Tony-From-Down-The-Block nodded. “Then she apologized for what she said about Dean. Now everything is copasetic.”
Mrs. Foglia looked over sharply. “You apologized first. Then I apologized.”
Mary interrupted before the truce collapsed. “I think that’s terrific. No more litigation, no more fighting. Peace is better than war, and love came just in time.”
“I did good, huh, Mare?” her father asked, gri
“I love you, Pop.” Mary hugged him one more time, then her mother, and just when she thought the hugfest was over, Anthony threw his arms around her and gave her a big kiss.
“You’re amazing,” he said, looking down at her, his dark eyes warm, and suddenly from the crowd, came a gasp. Elvira Rotu
“Ant’n’y, honey? What are you doing, kissing Mary like that?”
For a minute, Mary didn’t understand, then she remembered.
Anthony smiled. “Ma, I have something to tell you.”
The room fell silent except for Frank Sinatra, and everybody held his breath.
“Ma, I’m not gay. I never was gay and I’m never going to be gay.”
“Ant, it’s okay. I know you’re gay and I love you anyway.” Elvira gestured at the crowd. “We all know. I told everybody, it’s like Rock Hudson. We’re all fine with it, aren’t we?”
The room murmured in approval, though Mary spotted two members of the Dean Martin Fan Club exchanging looks in the back of the crowd. Everybody Loves Somebody Sometime, but only if the somebodies were a boy and a girl.
“Mom, no.” Anthony laughed. “I’m really not gay. I just like books and wine and opera.”
“That’s not true, son. You don’t have to lie. I like it that you’re gay. It makes me feel special.”
“Listen, I’m straight. I can’t help it. I was born this way.”
“It’s possible, Elvira.” Mary’s father looked over with a half smile, but her lined mouth was set with skepticism.
“No, it’s not.
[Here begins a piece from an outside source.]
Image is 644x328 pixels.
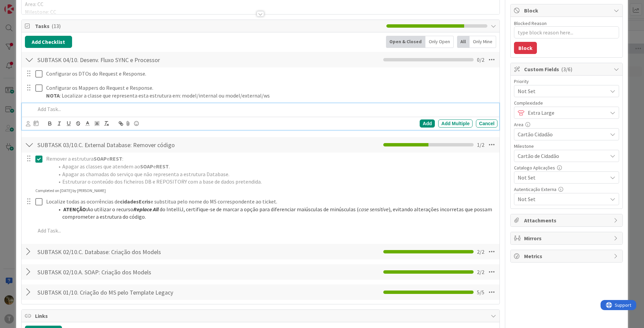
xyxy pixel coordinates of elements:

What about Celine Dion? That’s proof!”
Mary saw a chance to broker a settlement. “Elvira, he was gay, but I converted him, and if I keep at it, he’ll stay on the straight and narrow.”
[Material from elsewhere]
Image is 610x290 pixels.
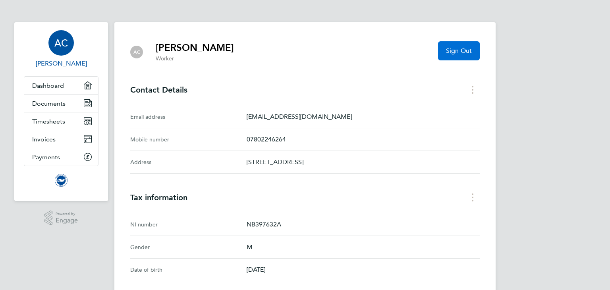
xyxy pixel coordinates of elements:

“Right, Ma. All it took was the love of a good woman.” Anthony threw his arm around Mary and gave her a squeeze. “This woman.”
Mary’s parents beamed, and Elvira looked from Anthony to Mary and back again, then broke into a smile.
“That, I can understand,” she said, finally.
CHAPTER FORTY-SEVEN
A pale yellow sun climbed a cloudless sky, and Rittenhouse Square was just begi
“She’ll take you back, I know it,” Judy was saying. “All you have to do is go into her office, sit in a chair, and tell her that you’re sorry.”
“What am I sorry for, again?” Mary kept forgetting.
“You’re sorry for walking out that day.”
“I’m not sorry for that. I’m sorry I lost my job. Does that count?”
“No. You need to say you’re sorry if you want your job back.” Judy looked concerned, which was a neat trick in a jeans jacket and a cherry red minidress, worn with black-and-white-striped leggings and yellow Dr. Martens boots.
“She might not take me back. At the Roundhouse, she barely spoke to me.”
“Don’t worry about it. She’ll come around. She was really upset last week, after she’d come back from court. She won her trial and she still wasn’t happy.” Judy flared her eyes. “Unprecedented.”
“Really.”
“Weird.” Judy nodded.
“She left me no choice but to go,” Mary said, thinking back. “The truth is, I wouldn’t do it any differently.”
“You’re not going to say that.” Judy brushed a spray of bangs out of her eyes. “It sucks working there without you. A
“I want to go back. It’s where I belong.”
“Good. Then do it for me. Say the magic words, and Be
“I’ve lost some clients.”
“You’ll get them back and plenty more. In fact, I forgot to tell you, Nunez called this morning and he’s rehiring you.”
“That’s great.” Mary felt her heart lift.
“It’s just the begi
“I’m Sorry Mary.”
“Stop joking around.”
“I’ll crawl in on my knees.”
“That works, too.”
“I hear you.” Mary was thinking about Mrs. Foglia and Tony-From-Down-The-Block. “You know, Be
“Don’t be a baby.”
“I’m just saying. I didn’t do anything wrong and in the end, I caught the bad guy. Even if it wasn’t my job and she was somebody’s mother.” Suddenly Mary wasn’t feeling so strong. She was destroying her own self-confidence. She needed to shut up. “At least I have a boyfriend.”
“True, and he sounds great.”
“He is.” Mary had told Judy every delicious detail. Twice. Of course, she’d never admit as much to Anthony. Not all conspiracies of silence were wrong.
“But now you need a job.”
“Can you believe this? For a long time, I had a job and no boyfriend. Now I have a boyfriend and no job. How do you get both at once?”
“Stand up. We’re going.” Judy rose to her full six feet and checked her ridiculous Swatch watch with the tumbling baby heads. “You meet with her in fifteen minutes.”
“Okay, I’m ready.” Mary rose with a self-assurance she didn’t feel, and Judy raised a hand to slap her five.
“Come on, give it up.”
“No. You always do it too hard.”
“Now. For luck.”
Mary obeyed, and Judy slapped her palm too hard, as she knew she would. “Jude, ouch!”
“Sorry.” Judy threw an arm around her and they joined the flow of the people with jobs, walking to the office down the main diagonal of the park. “It’s nothing compared to what Be
“Thanks.”
“I’m kidding. You’ll be fine.”
“You’ll come in if I scream?”
“Goes without saying,” Judy said anyway.